Understanding DNS Records
The Domain Name System (DNS) is the internet's directory service, translating human-readable domain names into IP addresses and providing other essential routing information. DNS records are stored in authoritative name servers and cached by resolvers worldwide. Each record type serves a specific purpose: A records map domains to IPv4 addresses, AAAA to IPv6, MX records direct email delivery, TXT records store arbitrary text (used for SPF, DKIM, DMARC, and domain verification), NS records delegate DNS authority, CNAME records create aliases, and SOA records contain zone administration metadata. DNS is a foundational protocol for the internet, and understanding DNS records is essential for web development, email configuration, and network troubleshooting. When a website is not loading, checking A records verifies that the domain points to the correct server. MX records must be correctly configured for email delivery. TXT records are critical for email authentication (SPF, DKIM, DMARC) that prevents spoofing and improves deliverability. In security, DNS reconnaissance is one of the first steps in any assessment. DNS records can reveal the infrastructure behind a target: hosting providers, CDNs, email services, load balancers, and third-party integrations. Zone transfer vulnerabilities (AXFR) can expose the entire DNS zone. DNS TXT records sometimes contain sensitive information like internal server names or API keys. DNSSEC adds cryptographic signatures to prevent DNS spoofing, while DNS over HTTPS (DoH) and DNS over TLS (DoT) encrypt queries to prevent eavesdropping.
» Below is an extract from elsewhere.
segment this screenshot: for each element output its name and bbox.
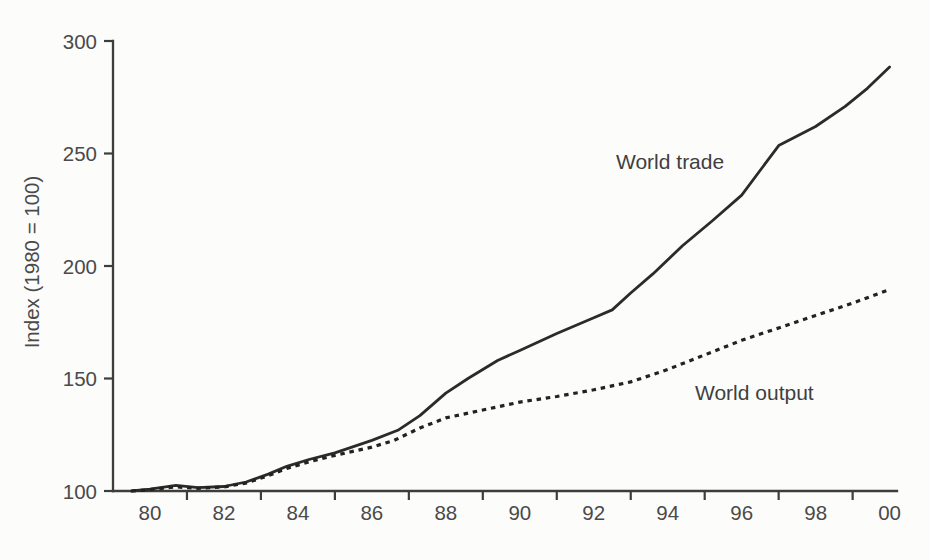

Frequently Asked Questions
A records (IPv4 address), AAAA records (IPv6), MX records (mail servers), TXT records (SPF, DKIM, domain verification), NS records (name servers), and CNAME records (aliases) are the most commonly used. SOA records contain zone metadata. Each serves a critical role in internet routing and service discovery.
DNS propagation is the time it takes for DNS changes to spread across all DNS resolvers worldwide. Each DNS record has a TTL (Time To Live) value that tells resolvers how long to cache it. After a change, resolvers continue serving the old record until their cached copy expires. Propagation typically takes minutes to 48 hours depending on TTL values.
These TXT-based records prevent email spoofing. SPF specifies which servers can send email for your domain. DKIM adds a cryptographic signature to verify email integrity. DMARC ties SPF and DKIM together with a policy for handling failures. Together, they protect your domain from being used in phishing campaigns and improve email deliverability.
DNS records reveal infrastructure details: A records show server IPs, MX records identify email providers, NS records reveal DNS hosting, and TXT records may contain sensitive information. Subdomain enumeration through DNS can uncover forgotten servers, staging environments, and internal tools. Security teams should audit DNS records regularly and avoid exposing internal hostnames.